Displaying 20 results from an estimated 400 matches similar to: "Formatting zeroes with prettyNum"
2025 May 23
1
Formatting zeroes with prettyNum
You fed it two characters, "dash" and "space" and it only wanted one character so it truncated to the first character and warned you that that's what it did.
If you had your space before the dash, it would have used that as your replacement character
> prettyNum(0, zero.print = " - ", replace = TRUE)
[1] " "
Warning message:
In .format.zeros(x,
2025 May 23
1
Formatting zeroes with prettyNum
Tim,
The purpose of the `replace.zero` argument is to allow longer replacements.

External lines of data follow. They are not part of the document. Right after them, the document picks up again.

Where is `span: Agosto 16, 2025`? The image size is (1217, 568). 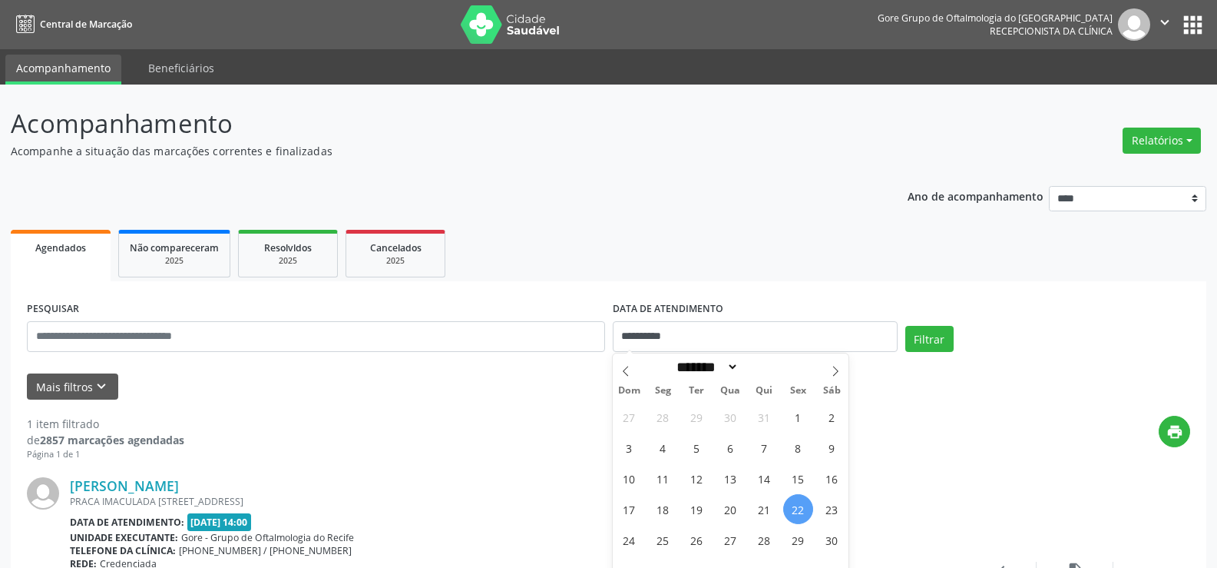
span: Agosto 16, 2025 is located at coordinates (832, 478).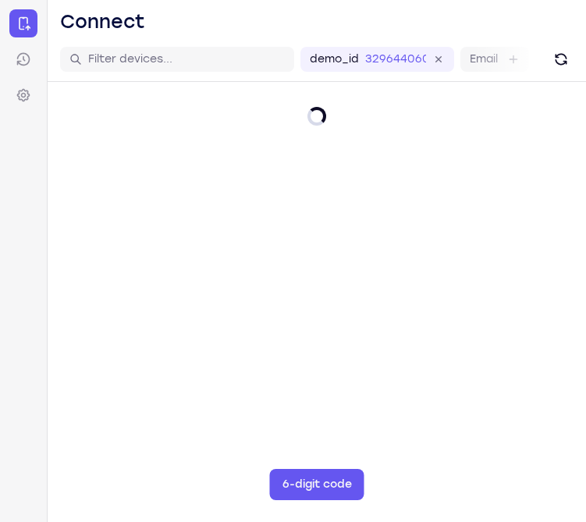  What do you see at coordinates (102, 22) in the screenshot?
I see `h1: Connect` at bounding box center [102, 22].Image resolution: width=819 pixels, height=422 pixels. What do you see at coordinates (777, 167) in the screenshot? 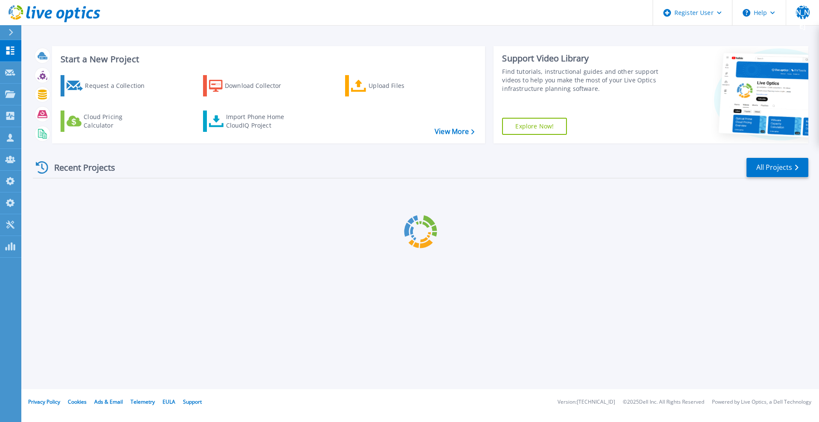
I see `a: All Projects` at bounding box center [777, 167].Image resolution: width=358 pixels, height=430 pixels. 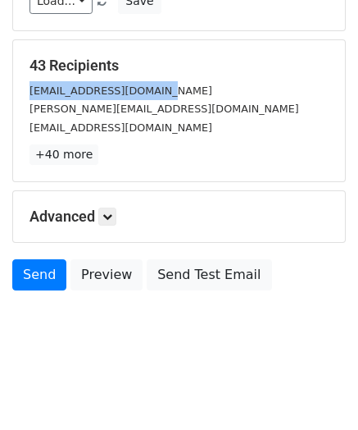 What do you see at coordinates (317, 390) in the screenshot?
I see `div: Chat Widget` at bounding box center [317, 390].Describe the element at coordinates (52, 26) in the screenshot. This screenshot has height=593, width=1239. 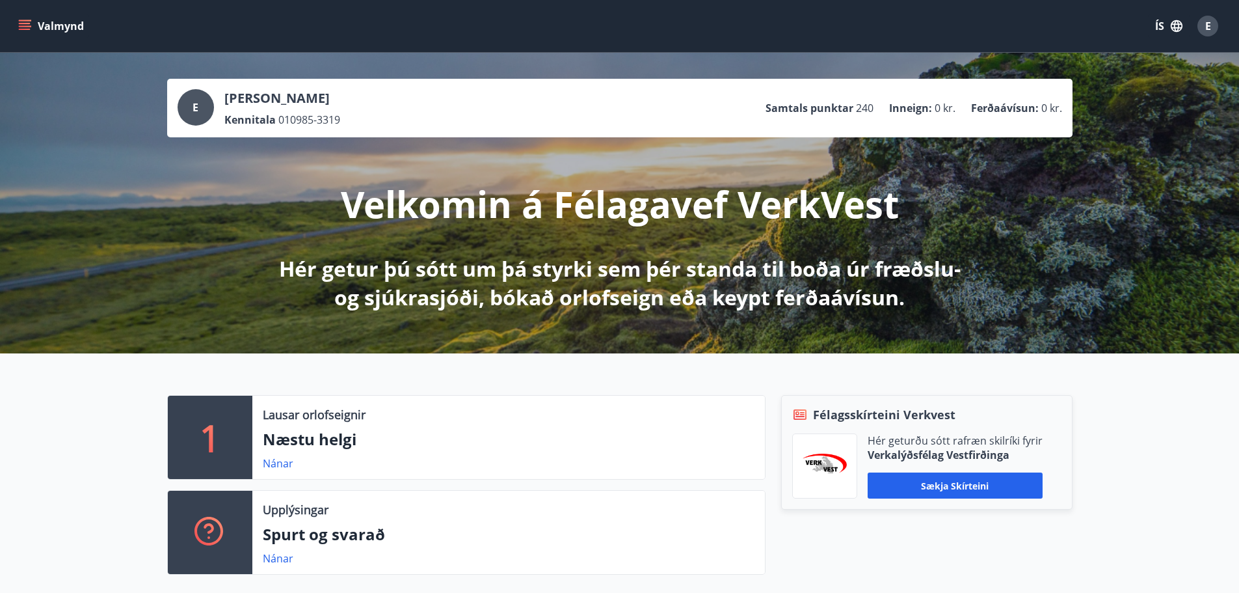
I see `button: menu` at that location.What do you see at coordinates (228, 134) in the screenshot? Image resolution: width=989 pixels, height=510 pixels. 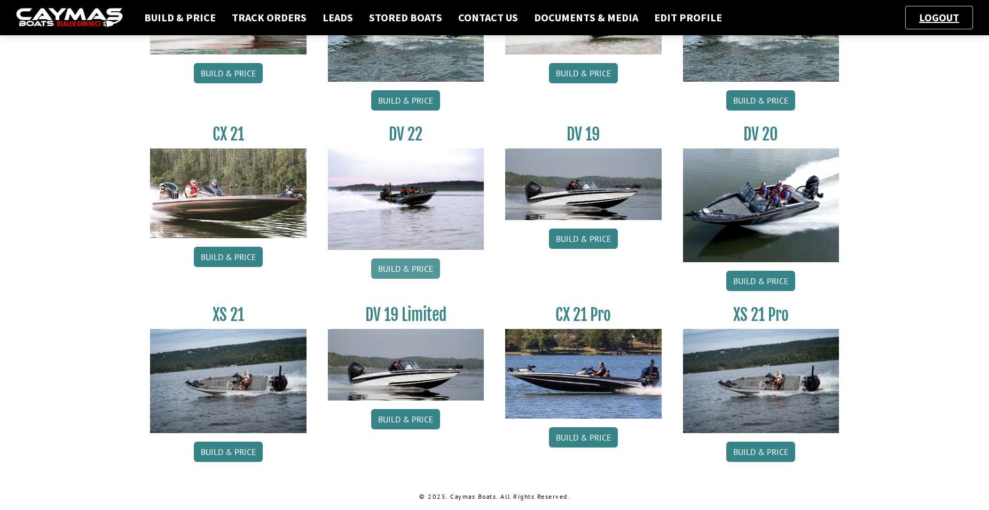 I see `h3: CX 21` at bounding box center [228, 134].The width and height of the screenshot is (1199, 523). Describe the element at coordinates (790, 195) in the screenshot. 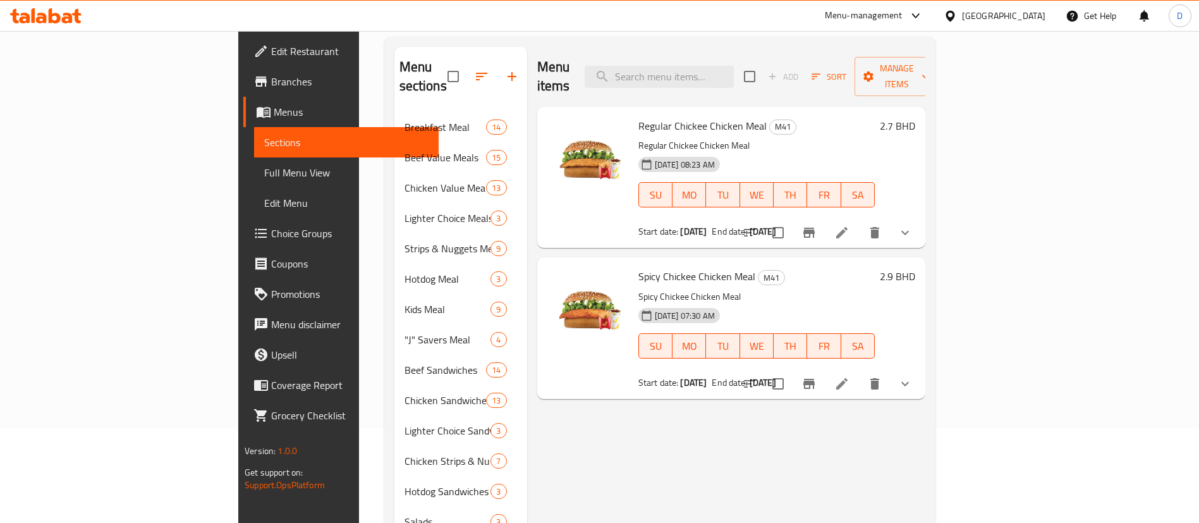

See for example the behaviour with a character vector input:
> prettyNum("0", zero.print = "- ", replace.zero = TRUE)
[1] "- "
I'm pretty sure this is a bug, and have now posted the relevant details on r-devel.
A fix would be below.
Best,
Mikko
diff --git
2019 Mar 22
2
prettyNum digits=0 not compatible with scientific notation
FWIW, it doesn't seem to be happening on Mac OS:
> format(2^30, digits=0)
[1] "1.e+09"
> prettyNum(12345.6, digits=0)
[1] "1.e+04"
A glibc misfeature?
-pd
> On 22 Mar 2019, at 10:10 , Martin Maechler <maechler at stat.math.ethz.ch> wrote:
>
> Thank you, Robert for raising this here !
>
>>>>>> Robert McGehee
2025 May 23
1
Bug in prettyNum
? Fri, 23 May 2025 11:47:33 +0000
Marttila Mikko via R-devel <r-devel at r-project.org> ?????:
> When called with a numeric vector, the `replace.zero` argument is
> disregarded.
>
> > prettyNum(0, zero.print = "- ", replace.zero = TRUE)
> [1] "-"
> Warning message:
> In .format.zeros(x, zero.print, replace = replace.zero) :
>
2025 May 26
1
Bug in prettyNum
Thank you, Marttila and Ivan,
As the original author of prettyNum() {etc ..},
I will commit such a bug fix to R-devel (and probably port it to
R 4.5.0 patched) quite soon
(but not yet today).
Best regards,
Martin Maechler
>>>>> Ivan Krylov via R-devel
>>>>> on Fri, 23 May 2025 17:14:57 +0300 writes:
> ? Fri, 23 May 2025 11:47:33 +0000
>
2025 May 23
1
Bug in prettyNum
Dear list,
I'd like to report a bug in `prettyNum()`. When called with a numeric vector, the `replace.zero` argument is disregarded.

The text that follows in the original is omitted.